Okay so here's something that genuinely surprised me when I found out about it.
You know those fiber optic cables that carry basically all of the internet â the ones running under roads, strung between poles, sitting at the bottom of oceans? Most people assume there's steel wire inside holding everything together. Like, that's the logical guess, right? Steel is strong. Steel holds things up. Steel is what you use when something needs to not snap under pressure.
Except â in a lot of modern cables â it's not steel anymore. It's something way more interesting.
The thing holding many fiber optic cables together is called a composite rod. Specifically a GRP rod â Glass Reinforced Polymer. Which sounds like a mouthful, but it's essentially a solid rod made of glass fibres locked inside hardened resin, manufactured in a continuous process that aligns every single fibre to run lengthwise along the rod. The result is a core that's incredibly strong along exactly the axis where a cable needs strength â the pulling direction during installation and the tension it lives under for decades afterward.
And it's not steel. At all.
So why did cables use steel wire for so long? Because steel is strong, available everywhere, and engineers understood it completely. For a long time it was simply the obvious choice.
But steel comes with baggage. It rusts. Not quickly in dry conditions, but cables don't always live in dry conditions. They run through coastal regions where salt air attacks metal constantly. They get buried in wet ground. They hang in the open air through monsoon seasons and humid summers. Over years, moisture finds its way in, and steel starts to degrade â quietly, invisibly, until the cable starts losing structural integrity at exactly the moment you can't afford it to.
Steel is also electrically conductive. Which sounds irrelevant until you realize these cables run through open air across distances of hundreds of kilometers, in regions where lightning strikes regularly. A conductive core in an aerial cable is essentially a path for electrical surges to travel â and that can damage equipment, create safety risks for anyone working near the line, and in bad cases, destroy the optical fibres the whole thing was designed to protect.
Composite rods solve both problems in one go.
They don't corrode. Glass fibres and hardened resin have no chemical pathway for rust to operate on. A composite rod sitting inside a cable buried in coastal soil will look and perform identically in twenty years as it does today. And they're completely non-conductive â lightning strikes nearby, and the composite rod just sits there, completely indifferent, not giving the surge anywhere to go.
There's also the weight thing. Composite rods are roughly 75% lighter than steel wire of the same diameter. That matters enormously when you're stringing cable across long aerial spans â lighter cable means less sag, less stress on the poles and towers supporting it, and easier handling for the crews doing the installation. In remote areas where everything has to be carried by hand across difficult terrain, the difference between a heavy cable reel and a lighter one is a real operational factor.
Picture where these cables actually go. Undersea between continents. Strung across mountain valleys. Run along coastlines battered by salt wind. Buried through flooded farmland. Wherever the internet needs to physically travel â which is basically everywhere â these cables have to survive conditions that would slowly destroy a steel core over time.
Composite rods just... handle it.
Now here's the genuinely cool part. There's a version of these rods called toneable GRP rods, designed for cables that get buried underground. Standard composite rods are non-conductive, which is great for safety â but it also means you can't use an electrical signal to locate the cable after burial the way technicians traditionally do with metallic lines.
Toneable rods solve this elegantly. They have a thin conductive element built inside the otherwise non-conductive composite structure. So the cable stays safe and corrosion-resistant like any composite rod, but a technician can still send a tone signal through it and trace exactly where the cable runs underground. It's basically a composite rod that learned one useful steel trick without inheriting any of steel's problems.
If you want to go deeper on how composite rods in fiber optic cables are changing the way telecom infrastructure gets built, there's genuinely interesting material out there on it. Companies like Super India Group manufacture these rods for cable producers across the industry â it's a quieter part of the supply chain than the cables themselves, but it's where a lot of the real engineering thinking is happening right now.
The internet travels through glass. The glass is protected by composite. The composite is made of more glass.
It's cables all the way down â just not the materials you'd expect.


_WORK TASK_
Count only the lines of the records that hold "legend", then give the number without any other words.

------

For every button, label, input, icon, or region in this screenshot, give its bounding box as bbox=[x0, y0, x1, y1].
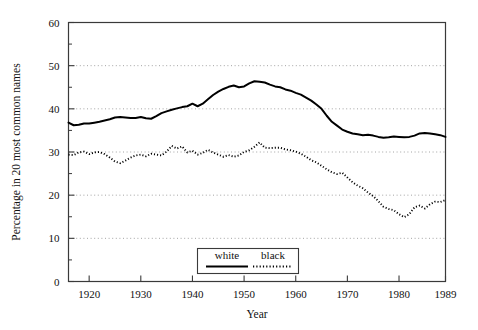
chart-legend: white black bbox=[198, 249, 299, 274]
x-tick-label-1950: 1950 bbox=[233, 288, 256, 300]
series-line-white bbox=[69, 81, 446, 138]
legend-label-black: black bbox=[261, 249, 285, 261]
x-tick-label-1989: 1989 bbox=[435, 288, 458, 300]
x-tick-label-1980: 1980 bbox=[388, 288, 411, 300]
y-axis-major-ticks bbox=[69, 23, 75, 282]
data-series-group bbox=[69, 81, 446, 217]
legend-label-white: white bbox=[215, 249, 240, 261]
series-line-black bbox=[69, 143, 446, 218]
y-axis-title: Percentage in 20 most common names bbox=[10, 63, 23, 241]
y-tick-label-30: 30 bbox=[49, 146, 61, 158]
y-tick-label-40: 40 bbox=[49, 103, 61, 115]
x-tick-label-1930: 1930 bbox=[130, 288, 153, 300]
y-tick-label-50: 50 bbox=[49, 60, 61, 72]
x-tick-label-1960: 1960 bbox=[285, 288, 308, 300]
x-axis-tick-labels: 19201930194019501960197019801989 bbox=[78, 288, 457, 300]
x-axis-title: Year bbox=[246, 308, 267, 320]
y-tick-label-0: 0 bbox=[54, 276, 60, 288]
x-axis-ticks bbox=[89, 276, 445, 282]
y-tick-label-20: 20 bbox=[49, 189, 61, 201]
y-tick-label-10: 10 bbox=[49, 232, 61, 244]
x-tick-label-1970: 1970 bbox=[336, 288, 359, 300]
line-chart: 0102030405060 19201930194019501960197019… bbox=[0, 0, 478, 330]
y-axis-tick-labels: 0102030405060 bbox=[49, 17, 61, 288]
gridlines bbox=[69, 66, 445, 239]
chart-figure: 0102030405060 19201930194019501960197019… bbox=[0, 0, 478, 330]
x-tick-label-1920: 1920 bbox=[78, 288, 101, 300]
x-tick-label-1940: 1940 bbox=[181, 288, 204, 300]
y-tick-label-60: 60 bbox=[49, 17, 61, 29]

------

_EXERCISE RESPONSE_
3